Mobile keyboards often present error corrections and word completions (suggestions) as candidates for anticipated user input. However, these suggestions are not cognitively free: they require users to attend, evaluate, and act upon them. To understand this trade-off between suggestion savings and interaction costs, we conducted a text transcription experiment that controlled interface assertiveness: the tendency for an interface to present itself. Suggestions were either always present (extraverted), never present (introverted), or gated by a probability threshold (ambiverted). Results showed that although increasing the assertiveness of suggestions reduced the number of keyboard actions to enter text and was subjectively preferred, the costs of attending to and using the suggestions impaired average time performance.
Figure 1. Transfer functions transform touch scrolling gestures (top) into scrolling output. These gestures can be simulated mechanically by SCARA robots (bottom) to reverse engineer the transfer functions.
ABSTRACTTouch scrolling systems use a transfer function to transform gestures on a touch sensitive surface into scrolling output. The design of these transfer functions is complex as they must facilitate precise direct manipulation of the underlying content as well as rapid scrolling through large datasets. However, researchers' ability to refine them is impaired by: (1) limited understanding of how users express scrolling intentions through touch gestures; (2) lack of knowledge on proprietary transfer functions, causing researchers to evaluate techniques that may misrepresent the state of the art; and (3) a lack of tools for examining existing transfer functions. To address these limitations, we examine how users express scrolling intentions in a human factors experiment; we describe methods to reverse engineer existing 'black box' transfer functions, including use of an accurate robotic arm; and we use the methods to expose the functions of Apple iOS and Google Android, releasing data tables and software to assist replication. We discuss how this new understanding can improve experimental rigour and assist iterative improvement of touch scrolling.
Psychological research has shown that 'peak-end' effects influence people's retrospective evaluation of hedonic and affective experience. Rather than objectively reviewing the total amount of pleasure or pain during an experience, people's evaluation is shaped by the most intense moment (the peak) and the final moment (end). We describe an experiment demonstrating that peak-end effects can influence a user's preference for interaction sequences that are objectively identical in their overall requirements. Participants were asked to choose which of two interactive sequences of five pages they preferred. Both sequences required setting a total of 25 sliders to target values, and differed only in the distribution of the sliders across the five pages -with one sequence intended to induce positive peak-end effects, the other negative. The study found that manipulating only the peak or the end of the series did not significantly change preference, but that a combined manipulation of both peak and end did lead to significant differences in preference, even though all series had the same overall effort.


▶ What this task involves:
Line count for "mask": say how many lines of the data contain it, with no other text.

▶ Information supplied:
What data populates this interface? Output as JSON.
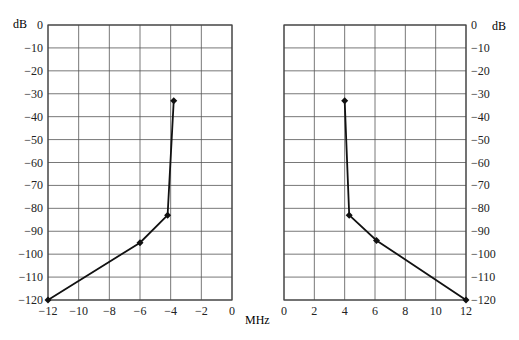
{
  "chart_data": [
    {
      "type": "line",
      "title": "",
      "xlabel": "MHz",
      "ylabel": "dB",
      "xlim": [
        -12,
        0
      ],
      "ylim": [
        -120,
        0
      ],
      "x_ticks": [
        -12,
        -10,
        -8,
        -6,
        -4,
        -2,
        0
      ],
      "y_ticks": [
        0,
        -10,
        -20,
        -30,
        -40,
        -50,
        -60,
        -70,
        -80,
        -90,
        -100,
        -110,
        -120
      ],
      "grid": true,
      "y_axis_side": "left",
      "series": [
        {
          "name": "lower sideband mask",
          "x": [
            -12,
            -6,
            -4.2,
            -3.8
          ],
          "y": [
            -120,
            -95,
            -83,
            -33
          ]
        }
      ]
    },
    {
      "type": "line",
      "title": "",
      "xlabel": "MHz",
      "ylabel": "dB",
      "xlim": [
        0,
        12
      ],
      "ylim": [
        -120,
        0
      ],
      "x_ticks": [
        0,
        2,
        4,
        6,
        8,
        10,
        12
      ],
      "y_ticks": [
        0,
        -10,
        -20,
        -30,
        -40,
        -50,
        -60,
        -70,
        -80,
        -90,
        -100,
        -110,
        -120
      ],
      "grid": true,
      "y_axis_side": "right",
      "series": [
        {
          "name": "upper sideband mask",
          "x": [
            4.0,
            4.3,
            6.1,
            12
          ],
          "y": [
            -33,
            -83,
            -94,
            -120
          ]
        }
      ]
    }
  ],
  "labels": {
    "y_unit_left": "dB",
    "y_unit_right": "dB",
    "x_unit": "MHz"
  },
  "style": {
    "line_color": "#111111",
    "grid_color": "#555555",
    "frame_color": "#444444"
  }
}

▶ Answer to this exercise:
2